The first circumstance falls in the “follow the money” category. One necessary if not sufficient cause for Himmelrich, who had never been active in SMRR before two years ago, to get the endorsement was that she had hired SMRR co-founder and Steering Committee member Dennis Zane, the most influential leader in SMRR’s history, as her campaign consultant, and longtime SMRR treasurer Roger Thornton as her campaign treasurer. These hires gave Himmelrich instant credibility as a candidate within SMRR.

After the convention—according to Zane’s own comments to the press, and from other accounts—Zane lobbied the Steering Committee members on Himmelrich’s behalf, even though he had “recused” himself from the Steering Committee’s votes. Thornton didn’t even bother to recuse himself—must be something in those mysterious bylaws about how being a candidate’s paid treasurer doesn’t disqualify you when it comes to a vote to endorse the candidate.

Zane and Thornton, as members of SMRR, were entitled to support whomever, but they were also members of the Steering Committee. Under California law the committee is the organization’s governing body and that means that members of the committee have fiduciary duties to SMRR. It was a breach of Zane’s and Thornton’s fiduciary duties to gain financially from their positions of trust—in the real world that’s called self-dealing.

But as I said, having Zane and Thornton on the payroll was necessary but not sufficient. Zane didn’t deliver for Himmelrich at the membership convention and for a long time Abdo, Finkel and Sullivan held out. Himmelrich told the Daily Press that Zane pissed off Finkel and Sullivan so much that Himmelrich had to take over. I can believe that. Himmelrich told the paper that she spent eight or nine hours with Finkel to get her vote.

Rhetorical question: is this how to run a railroad? You have a membership convention that votes one way, you have a board vote another way, and then because one candidate spends nine hours with one board member you go yet another way?

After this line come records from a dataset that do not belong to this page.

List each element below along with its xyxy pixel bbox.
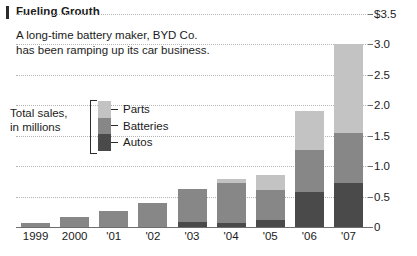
legend-item-batteries: Batteries [111,118,168,135]
y-axis-tick [368,227,373,228]
legend-swatch-autos [98,134,111,151]
y-axis-tick [368,197,373,198]
legend-swatch-stack [98,101,111,151]
title-accent-bar [6,6,9,19]
bar-segment-batteries [178,189,207,221]
x-axis-label: '07 [341,230,356,242]
x-axis-label: '06 [302,230,317,242]
x-axis-label: '04 [224,230,239,242]
gridline [16,44,368,45]
bar-02 [138,203,167,227]
bar-segment-batteries [60,217,89,227]
legend-leader-line [111,109,118,110]
y-axis-label: 0.5 [374,191,390,203]
legend-caption-line-1: Total sales, [10,106,68,120]
bar-03 [178,189,207,227]
y-axis-label: 1.0 [374,160,390,172]
y-axis-label: 0 [374,221,380,233]
bar-07 [334,44,363,227]
legend-item-label: Autos [123,136,152,148]
legend-bracket [90,100,97,154]
x-axis-label: '03 [185,230,200,242]
y-axis-tick [368,14,373,15]
bar-04 [217,179,246,227]
x-axis-label: 1999 [23,230,49,242]
y-axis-label: $3.5 [374,8,396,20]
x-axis-label: '05 [263,230,278,242]
y-axis-label: 3.0 [374,38,390,50]
x-axis-label: '02 [145,230,160,242]
bar-segment-batteries [334,133,363,183]
legend-swatch-batteries [98,118,111,135]
legend-caption: Total sales, in millions [10,106,68,134]
y-axis-label: 1.5 [374,130,390,142]
bar-segment-batteries [295,150,324,192]
legend-leader-line [111,125,118,126]
y-axis-tick [368,105,373,106]
gridline [16,75,368,76]
bar-segment-batteries [138,203,167,227]
chart-legend: Total sales, in millions PartsBatteriesA… [10,100,170,152]
y-axis-label: 2.5 [374,69,390,81]
legend-caption-line-2: in millions [10,120,68,134]
x-axis-label: '01 [106,230,121,242]
bar-01 [99,211,128,227]
legend-leader-line [111,142,118,143]
bar-segment-batteries [256,190,285,220]
bar-segment-autos [295,192,324,227]
y-axis-label: 2.0 [374,99,390,111]
legend-item-label: Batteries [123,120,168,132]
y-axis-tick [368,44,373,45]
y-axis-tick [368,166,373,167]
axis-baseline [16,227,368,228]
x-axis-label: 2000 [62,230,88,242]
bar-06 [295,111,324,227]
bar-2000 [60,217,89,227]
bar-segment-parts [334,44,363,132]
bar-segment-autos [256,220,285,227]
legend-item-autos: Autos [111,134,152,151]
bar-segment-batteries [217,183,246,223]
bar-05 [256,175,285,227]
bar-segment-parts [295,111,324,149]
legend-swatch-parts [98,101,111,118]
y-axis-tick [368,136,373,137]
bar-segment-batteries [99,211,128,227]
bar-segment-parts [256,175,285,190]
legend-item-parts: Parts [111,101,150,118]
legend-item-label: Parts [123,103,150,115]
bar-segment-autos [334,183,363,227]
gridline [16,14,368,15]
y-axis-tick [368,75,373,76]
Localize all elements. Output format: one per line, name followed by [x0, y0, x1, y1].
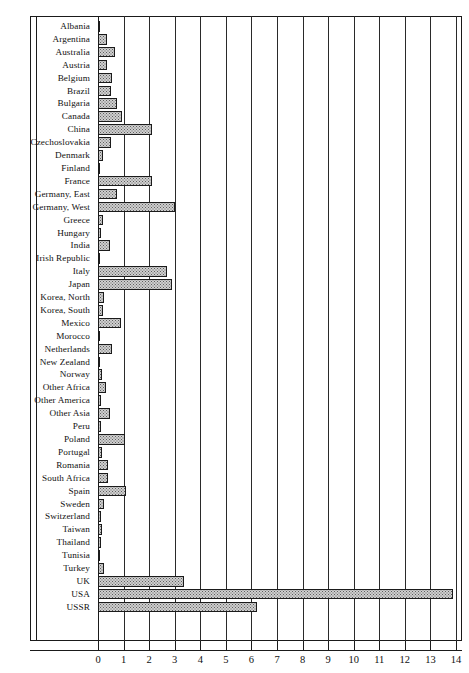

But . . . I doubt it was the nine hours of bonding that made the difference, although maybe they were important for Finkel to feel good about her decision. The available facts point to more “circumstances.”

It didn’t garner as much attention, but when the Steering Committee endorsed Himmelrich it made another decision that was even more inexplicable based on internal SMRR dynamics, namely the decision to endorse Andrew Walzer for reelection to the Santa Monica College (SMC) Board of Trustees. To endorse Himmelrich, the committee had to ignore the fact that Richard McKinnon (170 votes, 38%) and I (188 votes, 42%) had received more votes than Himmelrich at the convention, but McKinnon and I had never been SMRR insiders and were, frankly, disposable. But to endorse Walzer, who had received minuscule support at the convention, the committee had to throw College Board candidate Maria Loya under the bus—even though Loya was herself a member of the Steering Committee, had almost received the membership’s endorsement at the convention, and had run with SMRR’s endorsement for City Council ten years ago! Over the years Loya had brought hundreds of dues-paying members into SMRR—dues that would now help Walzer defeat her.

The context was that SMC supporters wanted the Steering Committee to endorse Walzer to help him defeat two candidates (one being Loya) supported by the College’s faculty union. But how did the committee come to endorse Walzer over old SMRR hand Loya?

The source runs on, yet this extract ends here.